Aaron Hernandez associate's bail remains set at $500,000



FALL RIVER — A key figure in the murder case against former New England Patriots player Aaron Hernandez has changed his account of the final moments leading up to the fatal shooting in June of Odin Lloyd near Hernandez’s North Attleborough home.


Carlos Ortiz, 27, who faces a weapons charge in the case, had previously told authorities that Hernandez and Ernest Wallace, 41, got out of a rental vehicle with Lloyd in the industrial park, where he was shot multiple times.


Ortiz now claims that only Hernandez got out of the vehicle with Lloyd, prosecutor Patrick Bomberg said today during a bail hearing for Wallace, who is charged as an accessory after the fact of the killing.


Bomberg did not say why he mentioned the change in Ortiz’s story at Wallace’s hearing, and Bristol District Attorney C. Samuel Sutter said outside the court only that he does not believe it weakens the case against Hernandez, 23, who is the only one of the group charged with murder.


During the hearing, prosecutors argued that Wallace should continue to be held on $500,000 cash bail. Meier requested that it be reduced to $10,000.


Bomberg, repeating a phrase previously used by prosecutors, said that Wallace has acted as Hernandez’s “right-hand man.” Bomberg also said Wallace’s nickname for much of his life has been “Hobo” on account of his lack of work and a home — and the only income Wallace has recently received has either been from Hernandez or selling drugs.


Wallace had a lengthy criminal record dating back to 1988 that includes arrests for giving false names to police and drug violations, as well as at least one failure to appear in court for a pending case. And, Bomberg said, Wallace traveled to Florida shortly after the murder.


He said Wallace had been a frequent guest at Hernandez’s home in recent months and that maids working for the athlete reported seeing a firearm under the mattress Wallace slept on, as well as several other guns throughout the house.


Bomberg also said Wallace’s cellphone was used during the exchange of the last five messages between Hernandez and Lloyd before Lloyd was picked up in Dorchester the day he was murdered.


Wallace and Hernandez were in contact by cellphone with each other after the murder, Bomber said. He also said Wallace later turned off the cellphone and, because of that, authorities could not locate him for questioning.


Bomberg said that there is evidence that Wallace has “an extensive history of drug abuse,” including the use of angel dust and marijuana.


Meier countered that his client regularly travels between Connecticut, where he has cared for two of Hernandez’s cancer-stricken relatives, and Miramar, Fla., where his parents have owned a home for more than two decades.


He said that even though his client is charged as an accessory after the fact, there has been no allegation that he committed acts typical of that offense, such as driving a getaway car, helping to hide evidence or a suspect, disposing of robbery proceeds, or helping a suspect flee.


Meier asked, “What are the acts, what is it that the Commonwealth genuinely, responsibly alleges that Mr. Wallace did?”


He also questioned whether there was evidence that Hernandez committed the murder.


The case against Hernandez includes, in addition to Ortiz’s testimony, cellphone records and video surveillance footage that, prosecutors say, shows Hernandez summoning Ortiz and Wallace to Massachusetts on the night of June 16, Lloyd getting into a vehicle carrying the trio early on June 17, and the vehicle pulling into the industrial park where Lloyd was fatally shot in the predawn hours.


Authorities also say that video surveillance footage from Hernandez’s home security system shows him carrying a handgun shortly after the killing. The murder weapon has not been recovered.


Judge E. Susan Garsh said at the conclusion of today’s hearing that she was continuing bail at $500,000 cash, in part because of Wallace’s use of aliases, his failures to appear for court hearings, and his lack of community ties.


“The defendant has no family in Massachusetts and nothing at all that appears to tie him to this state,” she said, noting also that he faces up to seven years in prison, if convicted.


Wallace is due back in court for a pretrial hearing on Nov. 8.


He wore a tan-colored, jail-issued collared shirt with glasses and a goatee, and appeared to nod slightly at times when Meier was addressing the judge.


The Hernandez story has drawn widespread attention because it poses the spectacle of a young, highly paid, professional athlete whose bright future now appears to be reduced to ashes.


◆ **The task**: Output the material exactly, with every line intact.

►

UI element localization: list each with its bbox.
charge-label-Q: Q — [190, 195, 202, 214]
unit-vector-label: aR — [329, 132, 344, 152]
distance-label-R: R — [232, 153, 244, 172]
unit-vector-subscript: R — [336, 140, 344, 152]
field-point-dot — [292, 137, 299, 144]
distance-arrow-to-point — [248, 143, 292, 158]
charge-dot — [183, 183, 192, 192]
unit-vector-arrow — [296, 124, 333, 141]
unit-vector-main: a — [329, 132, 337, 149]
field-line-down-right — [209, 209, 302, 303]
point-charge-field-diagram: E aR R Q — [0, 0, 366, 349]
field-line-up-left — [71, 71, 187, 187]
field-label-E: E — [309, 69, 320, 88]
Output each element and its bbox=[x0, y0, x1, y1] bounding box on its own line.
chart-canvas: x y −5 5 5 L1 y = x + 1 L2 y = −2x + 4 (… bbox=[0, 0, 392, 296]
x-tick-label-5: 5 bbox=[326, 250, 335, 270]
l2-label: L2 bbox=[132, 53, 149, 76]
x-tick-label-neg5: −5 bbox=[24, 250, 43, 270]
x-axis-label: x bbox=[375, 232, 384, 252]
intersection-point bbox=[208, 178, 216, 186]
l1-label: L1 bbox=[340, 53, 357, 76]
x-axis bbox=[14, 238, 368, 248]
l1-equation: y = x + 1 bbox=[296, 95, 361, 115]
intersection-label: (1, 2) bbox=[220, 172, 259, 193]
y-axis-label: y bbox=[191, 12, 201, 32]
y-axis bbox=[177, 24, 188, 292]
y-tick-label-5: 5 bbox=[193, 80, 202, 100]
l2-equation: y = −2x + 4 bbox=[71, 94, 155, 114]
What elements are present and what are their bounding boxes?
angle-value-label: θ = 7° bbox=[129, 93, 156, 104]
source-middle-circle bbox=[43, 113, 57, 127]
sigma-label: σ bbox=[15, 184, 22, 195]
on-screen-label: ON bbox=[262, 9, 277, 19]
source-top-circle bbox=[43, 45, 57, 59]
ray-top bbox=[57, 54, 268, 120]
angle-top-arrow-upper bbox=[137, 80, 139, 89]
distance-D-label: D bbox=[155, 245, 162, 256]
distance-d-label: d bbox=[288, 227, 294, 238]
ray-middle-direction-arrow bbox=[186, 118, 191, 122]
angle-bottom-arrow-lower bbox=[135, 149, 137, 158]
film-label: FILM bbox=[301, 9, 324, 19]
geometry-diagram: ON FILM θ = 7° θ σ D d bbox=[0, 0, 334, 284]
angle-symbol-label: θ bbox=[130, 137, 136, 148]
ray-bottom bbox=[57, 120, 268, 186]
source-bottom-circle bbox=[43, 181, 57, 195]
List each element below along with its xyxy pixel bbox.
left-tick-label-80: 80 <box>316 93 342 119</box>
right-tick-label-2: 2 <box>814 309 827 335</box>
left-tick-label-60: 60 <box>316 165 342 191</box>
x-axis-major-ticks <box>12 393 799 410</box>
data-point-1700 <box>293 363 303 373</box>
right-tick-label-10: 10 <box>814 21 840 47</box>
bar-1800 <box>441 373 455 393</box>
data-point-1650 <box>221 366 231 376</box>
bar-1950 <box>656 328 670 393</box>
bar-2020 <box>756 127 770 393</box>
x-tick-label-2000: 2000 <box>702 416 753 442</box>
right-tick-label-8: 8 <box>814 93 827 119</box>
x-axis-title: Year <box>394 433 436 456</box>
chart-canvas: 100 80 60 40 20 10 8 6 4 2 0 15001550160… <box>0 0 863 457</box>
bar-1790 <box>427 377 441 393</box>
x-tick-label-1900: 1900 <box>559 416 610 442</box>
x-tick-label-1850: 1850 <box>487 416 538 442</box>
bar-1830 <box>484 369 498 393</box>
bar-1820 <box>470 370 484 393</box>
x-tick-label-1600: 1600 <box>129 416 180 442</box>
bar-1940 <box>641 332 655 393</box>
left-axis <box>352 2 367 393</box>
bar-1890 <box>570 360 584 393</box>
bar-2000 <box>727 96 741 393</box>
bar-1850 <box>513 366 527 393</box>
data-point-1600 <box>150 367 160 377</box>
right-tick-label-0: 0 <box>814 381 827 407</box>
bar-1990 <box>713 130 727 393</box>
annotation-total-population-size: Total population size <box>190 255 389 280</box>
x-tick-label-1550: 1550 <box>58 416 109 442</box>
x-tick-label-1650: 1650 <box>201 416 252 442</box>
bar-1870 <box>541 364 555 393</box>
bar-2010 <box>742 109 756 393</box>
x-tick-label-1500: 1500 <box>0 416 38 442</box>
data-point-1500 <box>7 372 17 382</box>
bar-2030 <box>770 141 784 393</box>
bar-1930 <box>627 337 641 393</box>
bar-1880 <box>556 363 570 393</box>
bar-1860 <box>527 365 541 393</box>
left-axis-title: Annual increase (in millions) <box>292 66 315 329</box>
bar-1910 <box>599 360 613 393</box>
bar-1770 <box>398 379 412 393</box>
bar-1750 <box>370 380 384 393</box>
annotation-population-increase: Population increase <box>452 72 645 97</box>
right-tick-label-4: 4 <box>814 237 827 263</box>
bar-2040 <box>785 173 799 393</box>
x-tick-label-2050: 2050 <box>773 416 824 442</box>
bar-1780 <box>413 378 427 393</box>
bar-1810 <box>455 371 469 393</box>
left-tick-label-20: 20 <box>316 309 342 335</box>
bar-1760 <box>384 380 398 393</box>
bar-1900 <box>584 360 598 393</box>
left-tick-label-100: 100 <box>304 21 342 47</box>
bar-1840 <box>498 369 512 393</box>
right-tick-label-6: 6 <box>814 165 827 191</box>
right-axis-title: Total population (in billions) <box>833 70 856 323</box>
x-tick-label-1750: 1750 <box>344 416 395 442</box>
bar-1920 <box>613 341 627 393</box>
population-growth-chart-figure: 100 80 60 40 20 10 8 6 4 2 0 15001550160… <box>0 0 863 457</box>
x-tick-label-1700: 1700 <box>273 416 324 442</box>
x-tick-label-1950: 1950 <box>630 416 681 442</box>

◄

◆ **Response to the exercise**:
UI element localization: list each with its bbox.
charge-label-Q: Q — [190, 195, 202, 214]
unit-vector-label: aR — [329, 132, 344, 152]
distance-label-R: R — [232, 153, 244, 172]
unit-vector-subscript: R — [336, 140, 344, 152]
field-point-dot — [292, 137, 299, 144]
distance-arrow-to-point — [248, 143, 292, 158]
charge-dot — [183, 183, 192, 192]
unit-vector-arrow — [296, 124, 333, 141]
unit-vector-main: a — [329, 132, 337, 149]
field-line-down-right — [209, 209, 302, 303]
point-charge-field-diagram: E aR R Q — [0, 0, 366, 349]
field-line-up-left — [71, 71, 187, 187]
field-label-E: E — [309, 69, 320, 88]
Output each element and its bbox=[x0, y0, x1, y1] bounding box on its own line.
chart-canvas: x y −5 5 5 L1 y = x + 1 L2 y = −2x + 4 (… bbox=[0, 0, 392, 296]
x-tick-label-5: 5 bbox=[326, 250, 335, 270]
l2-label: L2 bbox=[132, 53, 149, 76]
x-tick-label-neg5: −5 bbox=[24, 250, 43, 270]
x-axis-label: x bbox=[375, 232, 384, 252]
intersection-point bbox=[208, 178, 216, 186]
l1-label: L1 bbox=[340, 53, 357, 76]
x-axis bbox=[14, 238, 368, 248]
l1-equation: y = x + 1 bbox=[296, 95, 361, 115]
intersection-label: (1, 2) bbox=[220, 172, 259, 193]
y-axis-label: y bbox=[191, 12, 201, 32]
y-axis bbox=[177, 24, 188, 292]
y-tick-label-5: 5 bbox=[193, 80, 202, 100]
l2-equation: y = −2x + 4 bbox=[71, 94, 155, 114]
What elements are present and what are their bounding boxes?
angle-value-label: θ = 7° bbox=[129, 93, 156, 104]
source-middle-circle bbox=[43, 113, 57, 127]
sigma-label: σ bbox=[15, 184, 22, 195]
on-screen-label: ON bbox=[262, 9, 277, 19]
source-top-circle bbox=[43, 45, 57, 59]
ray-top bbox=[57, 54, 268, 120]
angle-top-arrow-upper bbox=[137, 80, 139, 89]
distance-D-label: D bbox=[155, 245, 162, 256]
distance-d-label: d bbox=[288, 227, 294, 238]
ray-middle-direction-arrow bbox=[186, 118, 191, 122]
angle-bottom-arrow-lower bbox=[135, 149, 137, 158]
film-label: FILM bbox=[301, 9, 324, 19]
geometry-diagram: ON FILM θ = 7° θ σ D d bbox=[0, 0, 334, 284]
angle-symbol-label: θ bbox=[130, 137, 136, 148]
ray-bottom bbox=[57, 120, 268, 186]
source-bottom-circle bbox=[43, 181, 57, 195]
List each element below along with its xyxy pixel bbox.
left-tick-label-80: 80 <box>316 93 342 119</box>
right-tick-label-2: 2 <box>814 309 827 335</box>
left-tick-label-60: 60 <box>316 165 342 191</box>
x-axis-major-ticks <box>12 393 799 410</box>
data-point-1700 <box>293 363 303 373</box>
right-tick-label-10: 10 <box>814 21 840 47</box>
bar-1800 <box>441 373 455 393</box>
data-point-1650 <box>221 366 231 376</box>
bar-1950 <box>656 328 670 393</box>
bar-2020 <box>756 127 770 393</box>
x-tick-label-2000: 2000 <box>702 416 753 442</box>
right-tick-label-8: 8 <box>814 93 827 119</box>
x-axis-title: Year <box>394 433 436 456</box>
chart-canvas: 100 80 60 40 20 10 8 6 4 2 0 15001550160… <box>0 0 863 457</box>
bar-1790 <box>427 377 441 393</box>
x-tick-label-1900: 1900 <box>559 416 610 442</box>
x-tick-label-1850: 1850 <box>487 416 538 442</box>
bar-1830 <box>484 369 498 393</box>
bar-1820 <box>470 370 484 393</box>
x-tick-label-1600: 1600 <box>129 416 180 442</box>
bar-1940 <box>641 332 655 393</box>
left-axis <box>352 2 367 393</box>
bar-1890 <box>570 360 584 393</box>
bar-2000 <box>727 96 741 393</box>
bar-1850 <box>513 366 527 393</box>
data-point-1600 <box>150 367 160 377</box>
right-tick-label-0: 0 <box>814 381 827 407</box>
bar-1990 <box>713 130 727 393</box>
annotation-total-population-size: Total population size <box>190 255 389 280</box>
x-tick-label-1550: 1550 <box>58 416 109 442</box>
x-tick-label-1650: 1650 <box>201 416 252 442</box>
bar-1870 <box>541 364 555 393</box>
bar-2010 <box>742 109 756 393</box>
x-tick-label-1500: 1500 <box>0 416 38 442</box>
data-point-1500 <box>7 372 17 382</box>
bar-2030 <box>770 141 784 393</box>
bar-1930 <box>627 337 641 393</box>
bar-1880 <box>556 363 570 393</box>
bar-1860 <box>527 365 541 393</box>
left-axis-title: Annual increase (in millions) <box>292 66 315 329</box>
bar-1910 <box>599 360 613 393</box>
bar-1770 <box>398 379 412 393</box>
bar-1750 <box>370 380 384 393</box>
annotation-population-increase: Population increase <box>452 72 645 97</box>
right-tick-label-4: 4 <box>814 237 827 263</box>
bar-2040 <box>785 173 799 393</box>
x-tick-label-2050: 2050 <box>773 416 824 442</box>
bar-1780 <box>413 378 427 393</box>
bar-1810 <box>455 371 469 393</box>
left-tick-label-20: 20 <box>316 309 342 335</box>
bar-1760 <box>384 380 398 393</box>
bar-1900 <box>584 360 598 393</box>
left-tick-label-100: 100 <box>304 21 342 47</box>
bar-1840 <box>498 369 512 393</box>
right-tick-label-6: 6 <box>814 165 827 191</box>
right-axis-title: Total population (in billions) <box>833 70 856 323</box>
x-tick-label-1750: 1750 <box>344 416 395 442</box>
bar-1920 <box>613 341 627 393</box>
population-growth-chart-figure: 100 80 60 40 20 10 8 6 4 2 0 15001550160… <box>0 0 863 457</box>
x-tick-label-1700: 1700 <box>273 416 324 442</box>
x-tick-label-1950: 1950 <box>630 416 681 442</box>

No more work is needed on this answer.